In Misericordia, Alain Guiraudie invests a dark game of desires with endless farcical twists, a tonal juggling act he pulls off handsomely. Jérémie (Félix Kysyl) returns to the village where he grew up as a teen. But his arrival disturbs the precarious balance within its tiny community, setting off a chain of unexpected events. Between childhood friends and a naughty priest, things get tense. Just when they do, Guiraudie somehow always manages to catch that laugh in the back of our throats. If Misercordia injected a vital burst of energy to a rather drowsy second half of the festival, the Palme d’Or winner Anora helped wrap things up on a high note. The films of Sean Baker give sex workers, hustlers and strivers a dignity that mainstream Hollywood does not. Not without some degree of judgement. In his latest, a riotous anti-Cinderella tale, Mikey Madison dazzles in the role a strong-willed Brooklyn stripper whose Vegas marriage to the spoilt son of a Russian oligarch doesn’t quite pan out as she imagines. It is a film about the class divide, the performance of labour and the labour of performance, and how money can change the power dynamics of a relationship.

Following the departure of Anupama Chopra, MAMI welcomed a new interim festival director, noted filmmaker and archivist Shivendra Singh Dungarpur. For festivalgoers keen on catching restored classics, Dungarpur’s arrival sounded like an encouraging development.
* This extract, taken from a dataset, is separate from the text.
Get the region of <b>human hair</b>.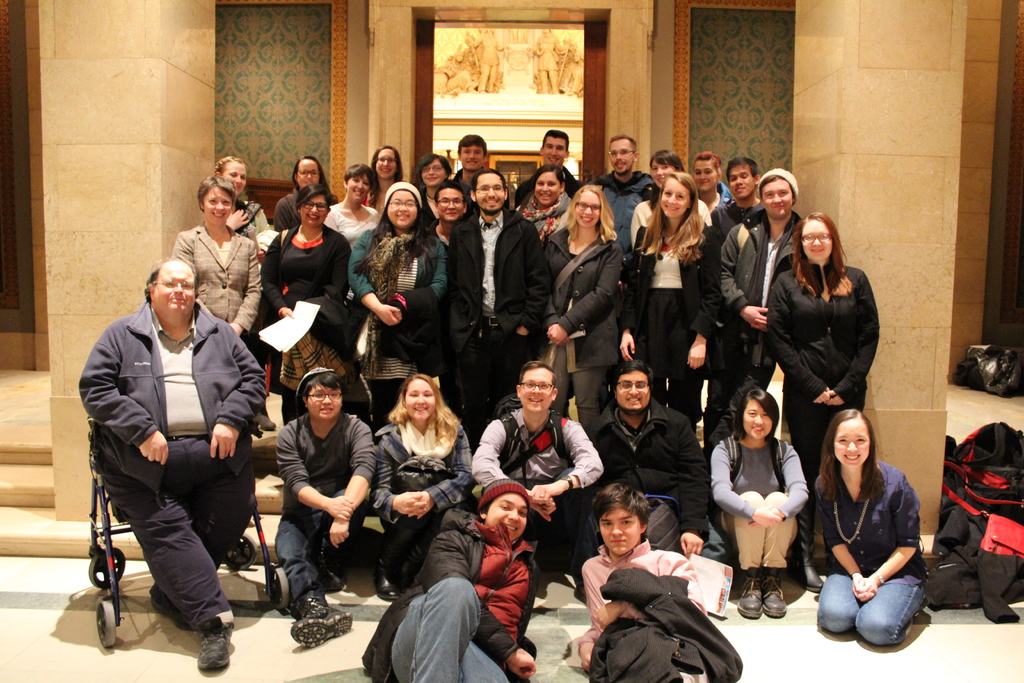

But again, the constraints this year meant only four films were screened in the category: Girish Kasaravalli’s Ghatashraddha (1977), Les Blank’s Burden of Dreams (1982), Nirad Mohapatra’s Maya Miriga (1984), and Ousmane Sembène and Thierno Faty Sow’s Camp de Thiaroye (1988). The thrill of sitting down to watch a beloved classic for the first time on the big screen remains one of the great privileges of any film festival experience.

Girish Kasaravalli’s Ghatashraddha. “The thrill of sitting down to watch a beloved classic for the first time on the big screen remains one of the great privileges of any film festival experience.” (Film still)

It could take a year or two to grasp a sense of the direction in which Dungarpur and whoever succeeds him will take MAMI. There always remains scope to shake things up for the better. Meeting fellow film lovers on such annual pilgrimages can strike confidence in a country’s cinema culture, especially when the fog of uncertainty about cinema as a medium, a venue and a celebration only seems to thicken every year. With so much trash suffocating our theatres all around the year, we need festivals like MAMI more than ever to give the smaller, braver films from around India and the world oxygen.

Prahlad Srihari is a film and pop culture writer. He lives in Bengaluru.